Egypt has accused four staff of Turkey's state news agency Anadolu whom it arrested of spreading "false news" and working with the outlawed Muslim Brotherhood group.
Police raided their Cairo office Tuesday and formally arrested them Wednesday at a time of rising tensions between the rival nations.
The interior ministry charged that the news bureau was a front for a "Turkish troll farm ... intent on broadcasting false news about the country's political, economic, security and rights situation."
It published the full names of those arrested – three Egyptian journalists and one Turkish citizen who handled the office's finances.
The ministry said the employees were working "with the aim of distorting the image" of Egypt and said their cases had been referred to the prosecution.
Turkey has summoned Egypt's charge d'affaires to protest the raid.
The Turkish and Egyptian governments are fierce rivals, since Ankara strongly supported Egypt's Muslim Brotherhood administration that was overthrown by a military ouster in 2013.
Egypt outlawed the Islamist group in the same year.
Ankara and Cairo are also on opposing sides of the Libyan conflict.
Turkey supports the UN-recognized government in Tripoli, which is under siege from forces loyal to eastern-based general Khalifa Haftar, who is supported by Egypt and the United Arab Emirates.
The United States, an ally of both Turkey and Egypt, said it had seen news reports on the raid and arrests.
"If true, we call on the Egyptian government to release the detained journalists and allow for a free and open press in Egypt," a State Department spokesperson said.
New York-based rights group Committee to Protect Journalists slammed the arrests, saying "journalists operating in Egypt should not have to work in fear that they will be used to settle political scores between countries."
"Authorities must immediately release the Anadolu News Agency staffers arrested yesterday and stop using false news charges to harass and silence the media," CPJ added.
Egypt ranks third in the world in terms of the number of journalists in detention, behind China and Turkey, according to CPJ.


Exercise directions:
Each entry below should be output exactly, apart from its images.

Records provided:

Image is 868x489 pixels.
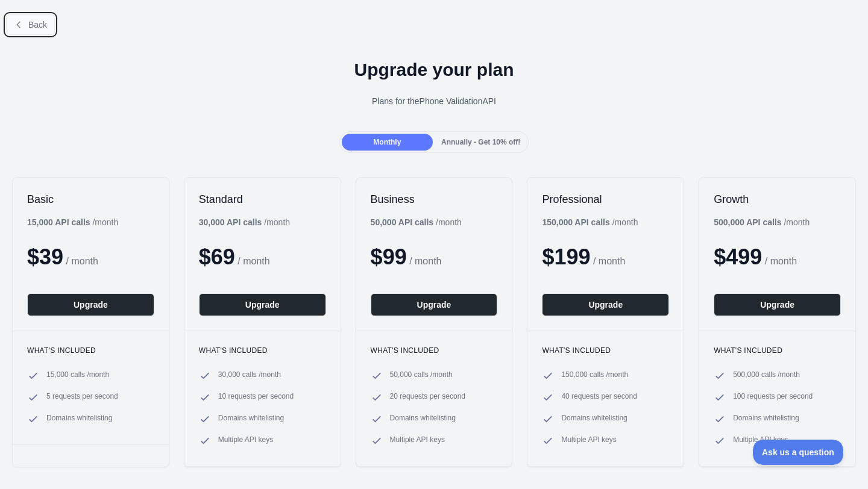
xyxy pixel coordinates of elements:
div: / month [541,216,637,228]
b: 150,000 API calls [541,218,609,227]
b: 50,000 API calls [371,218,434,227]
span: $ 99 [371,245,407,269]
h2: Business [371,192,498,206]
h2: Growth [713,192,841,206]
h2: Standard [199,192,326,206]
b: 500,000 API calls [713,218,781,227]
span: $ 499 [713,245,762,269]
div: / month [371,216,461,228]
div: / month [713,216,810,228]
h2: Professional [541,192,669,206]
span: $ 199 [541,245,590,269]
iframe: Toggle Customer Support [753,439,844,465]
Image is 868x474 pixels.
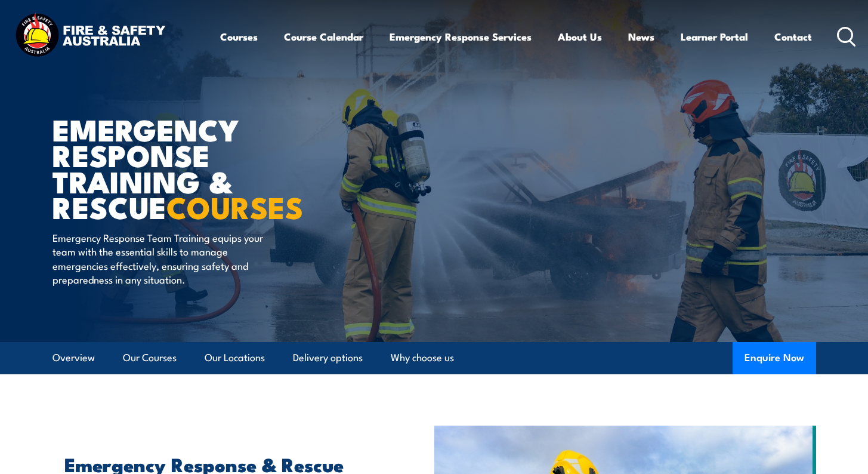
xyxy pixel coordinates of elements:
[774,21,812,53] a: Contact
[681,21,748,53] a: Learner Portal
[221,21,258,53] a: Courses
[629,21,654,53] a: News
[123,342,176,374] a: Our Courses
[53,342,95,374] a: Overview
[293,342,363,374] a: Delivery options
[733,342,816,374] button: Enquire Now
[558,21,602,53] a: About Us
[284,21,364,53] a: Course Calendar
[166,183,303,229] strong: COURSES
[204,342,265,374] a: Our Locations
[389,21,532,53] a: Emergency Response Services
[53,230,270,286] p: Emergency Response Team Training equips your team with the essential skills to manage emergencies...
[53,116,348,219] h1: Emergency Response Training & Rescue
[391,342,454,374] a: Why choose us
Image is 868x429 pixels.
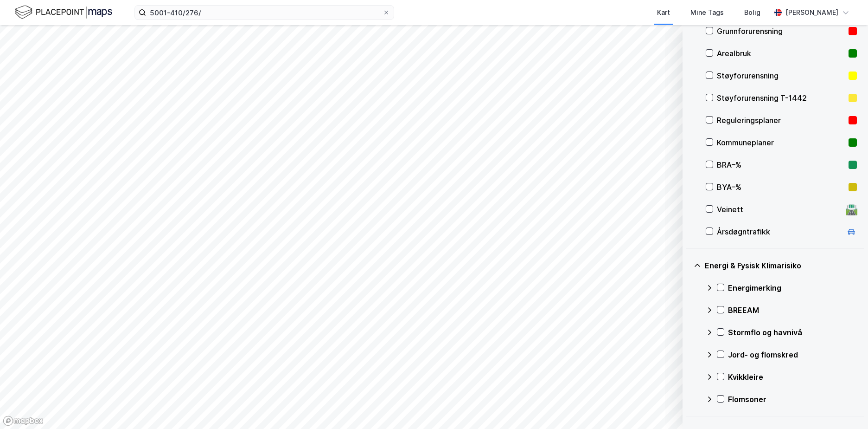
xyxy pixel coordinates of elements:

Task answer:
Image is 868x489 pixels.
xyxy pixel coordinates of elements:
div: / month [541,216,637,228]
b: 150,000 API calls [541,218,609,227]
b: 50,000 API calls [371,218,434,227]
span: $ 99 [371,245,407,269]
h2: Business [371,192,498,206]
h2: Growth [713,192,841,206]
h2: Standard [199,192,326,206]
b: 500,000 API calls [713,218,781,227]
span: $ 499 [713,245,762,269]
div: / month [371,216,461,228]
div: / month [713,216,810,228]
h2: Professional [541,192,669,206]
span: $ 199 [541,245,590,269]
iframe: Toggle Customer Support [753,439,844,465]
Image is 868x474 pixels.
xyxy pixel coordinates of elements:
[774,21,812,53] a: Contact
[681,21,748,53] a: Learner Portal
[221,21,258,53] a: Courses
[629,21,654,53] a: News
[123,342,176,374] a: Our Courses
[53,342,95,374] a: Overview
[293,342,363,374] a: Delivery options
[733,342,816,374] button: Enquire Now
[558,21,602,53] a: About Us
[284,21,364,53] a: Course Calendar
[166,183,303,229] strong: COURSES
[204,342,265,374] a: Our Locations
[389,21,532,53] a: Emergency Response Services
[53,230,270,286] p: Emergency Response Team Training equips your team with the essential skills to manage emergencies...
[53,116,348,219] h1: Emergency Response Training & Rescue
[391,342,454,374] a: Why choose us
Image is 868x429 pixels.
xyxy pixel coordinates of elements:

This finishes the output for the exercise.